How Traditional Publishing Works
Thus the defining property of traditional publishing is editorial selection. That is what publishing is about.
Thus the defining property of traditional publishing is editorial selection. That is what publishing is about.
Libraries and legacy publishers are in an unholy embrace. They need not love each other to feel they should stick together.
Green OA has not had a significant effect on subscriptions. What does — and doesn’t — that mean for subscriptions in the future?
What, if anything, should be done about the fact that the Open Access movement embraces not only a variety of definitions of the term “open access,” but also a diversity of visions as to what constitutes an acceptable future for access to scholarship?
Fifteen years after the term was coined, we still don’t have a single agreed-upon definition of Open Access (OA). What are the implications of this diversity of views within the OA movement, and how much does it really matter?
We are often called upon to discuss open access to society publishers. This is what we tell them.
“Sound methodology” suggests an ideal match to a scientific question that never quite exists. So why do some publishers use it?
Are the APC levels set for high-end OA journals too low to be sustainable? Are there other ways that might help high-end OA journals pay their way?
A new study from the University of California system confirms much of what we already knew about open access, particularly the increased financial burden it places on productive universities.
Robert Harington grapples with the lack of understanding by the publishing elites on all sides of shifting ideologies of an individual’s relationship to information on the web.
Why is it so frustrating and difficult to talk about scholarly-communication reform, and why do those conversations seem to involve virtually all members of the scholcomm ecosystem except for authors?
There are many programs now to create open access monographs, but the business models surrounding these efforts do not appear to be sufficiently robust to make the OA monograph sustainable. The problem is that the monograph is something that many people want, but few are willing to pay for.
On the three year anniversary of the OSTP Public Access memo, AIP’s Fred Dylla takes a look at the significant progress made.
A spate of open access “big deals” marks a shift from global offsetting to local offsetting. But the secretive nature of these deals makes them difficult to interpret.
The broad online availability of theses and dissertations creates difficult tensions between the individual rights of authors, the rights of educational institutions, and the responsibilities that both have to global scholarship and the collective good. How can we resolve those tensions?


_WHAT YOU HAVE TO DO_
Output a faithful copy of the entries, every picture removed.

───── LISTED RECORDS ─────

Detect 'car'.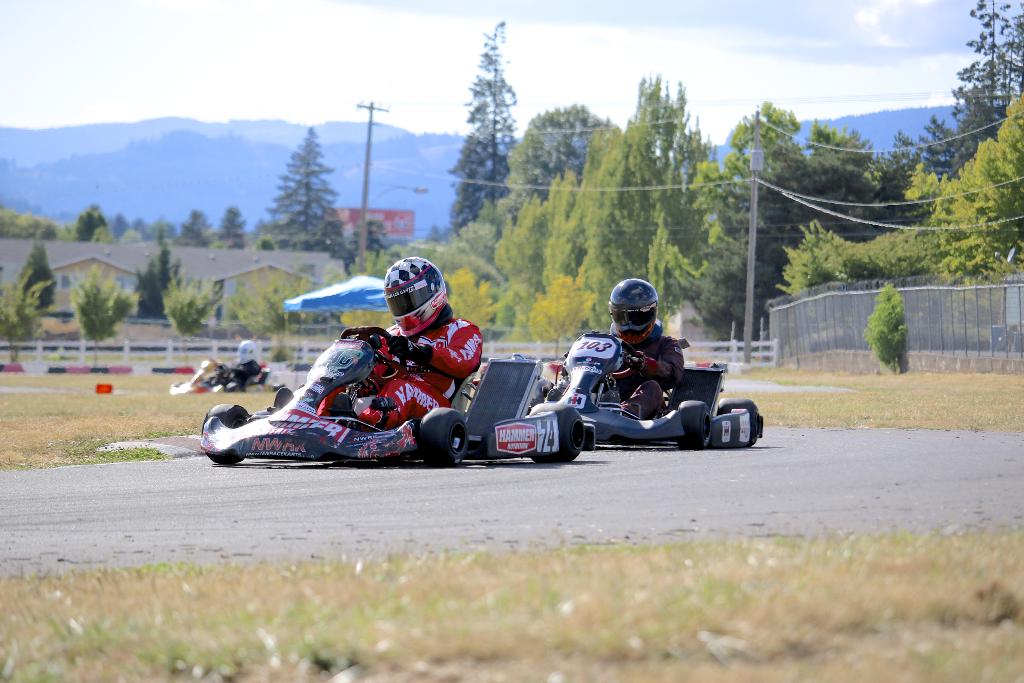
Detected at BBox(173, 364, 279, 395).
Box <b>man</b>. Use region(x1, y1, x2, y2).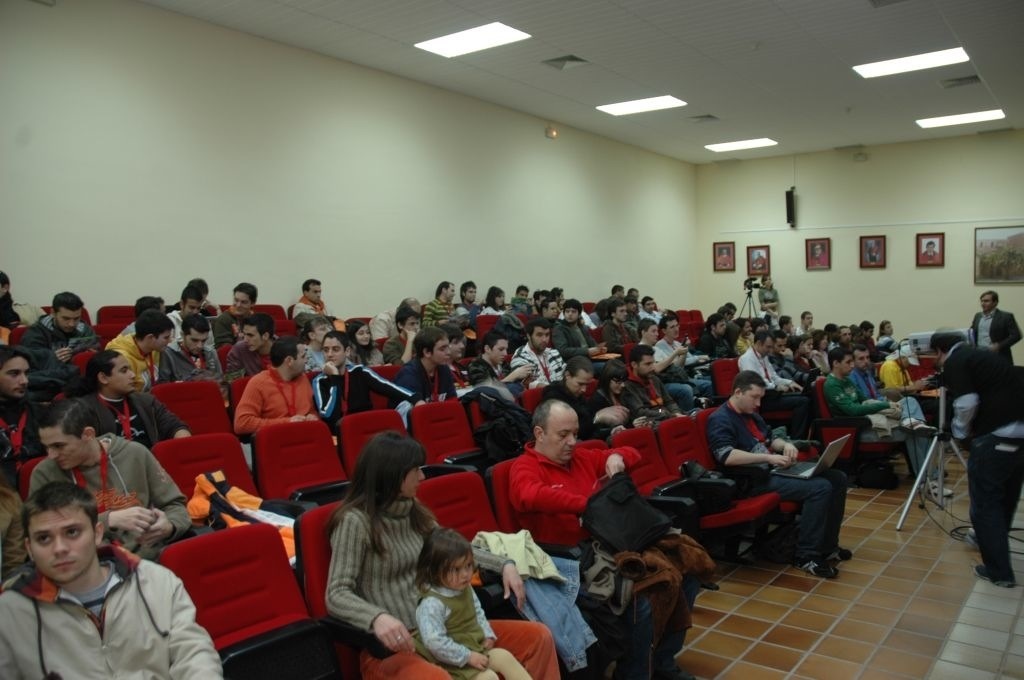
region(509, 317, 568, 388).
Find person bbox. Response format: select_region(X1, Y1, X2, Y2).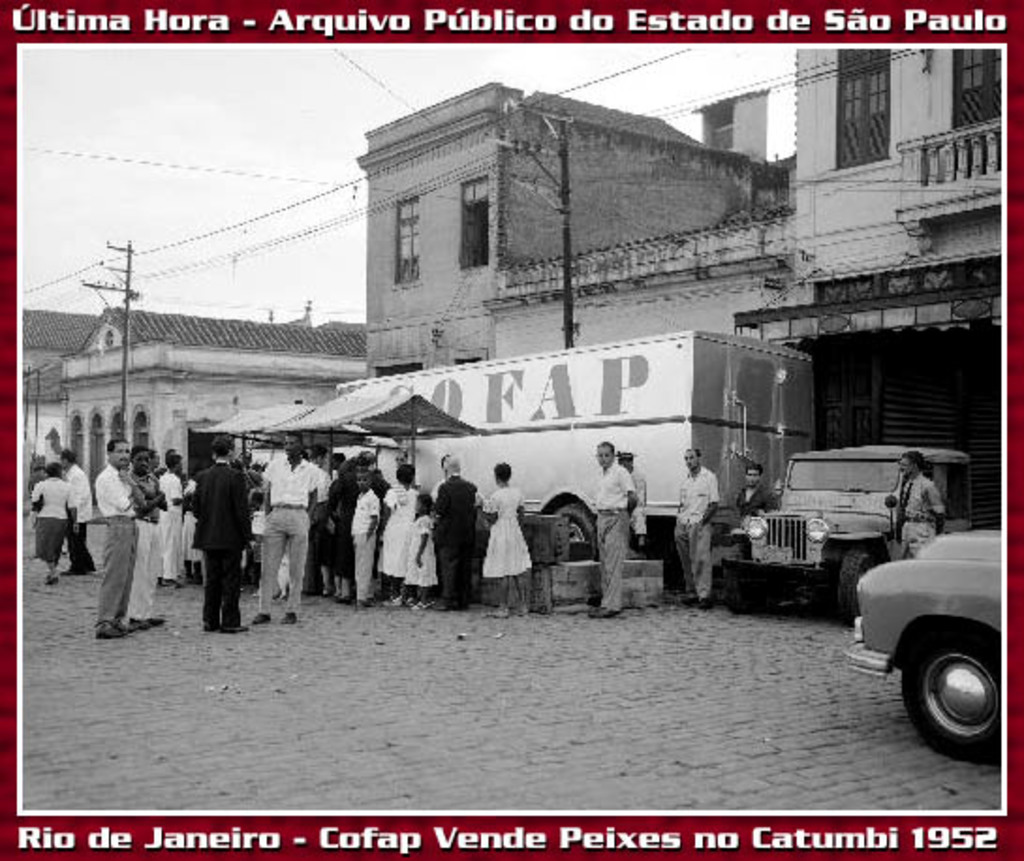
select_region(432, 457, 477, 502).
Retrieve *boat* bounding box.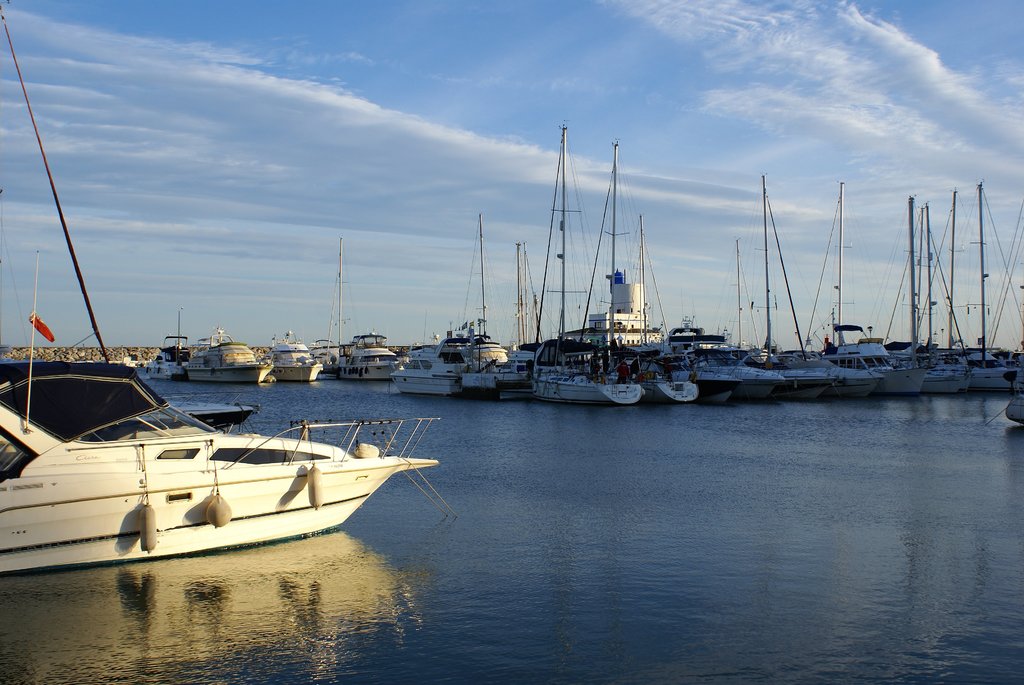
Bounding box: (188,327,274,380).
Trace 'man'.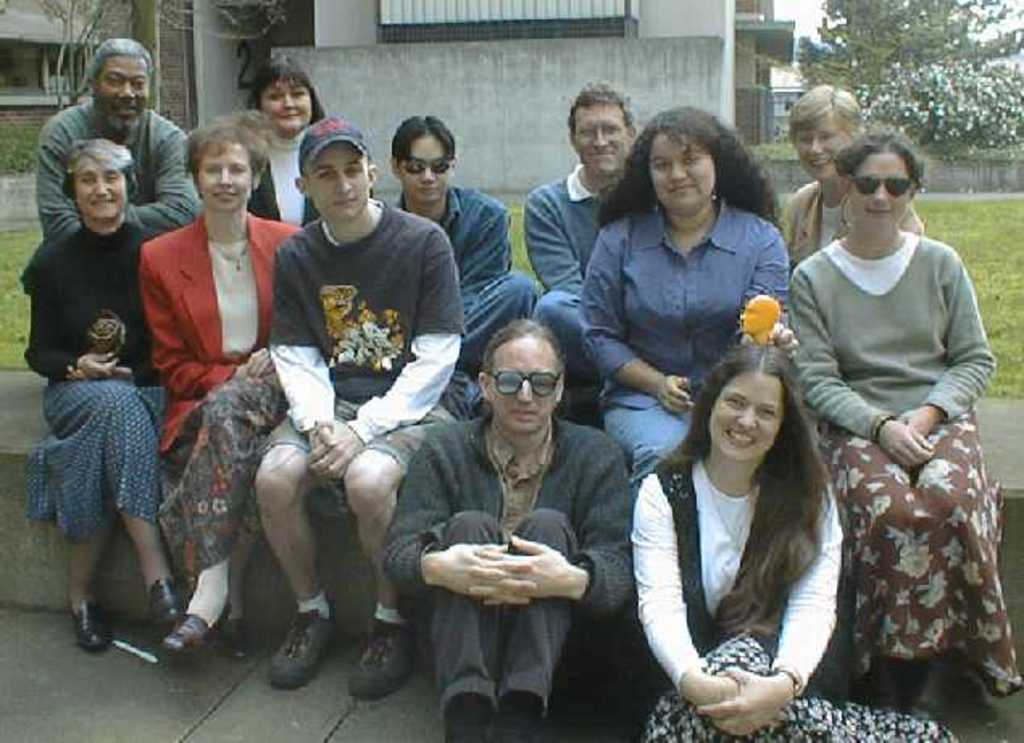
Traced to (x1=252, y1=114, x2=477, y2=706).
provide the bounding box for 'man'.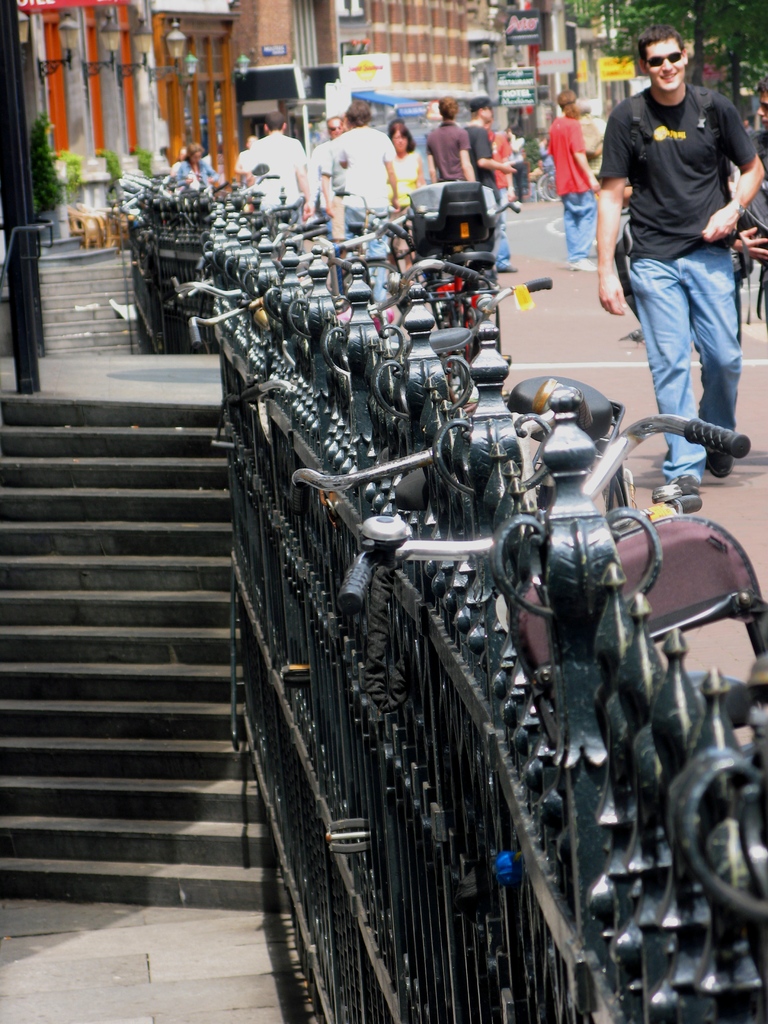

─────

_RESULT FOR THIS TASK_
Detect 'car'.
Detected at BBox(173, 364, 279, 395).
Box <b>man</b>. Use region(x1, y1, x2, y2).
region(509, 317, 568, 388).
Find person bbox. Response format: select_region(X1, Y1, X2, Y2).
select_region(432, 457, 477, 502).
Retrieve *boat* bounding box.
Bounding box: (188,327,274,380).
Trace 'man'.
Traced to (x1=252, y1=114, x2=477, y2=706).
provide the bounding box for 'man'.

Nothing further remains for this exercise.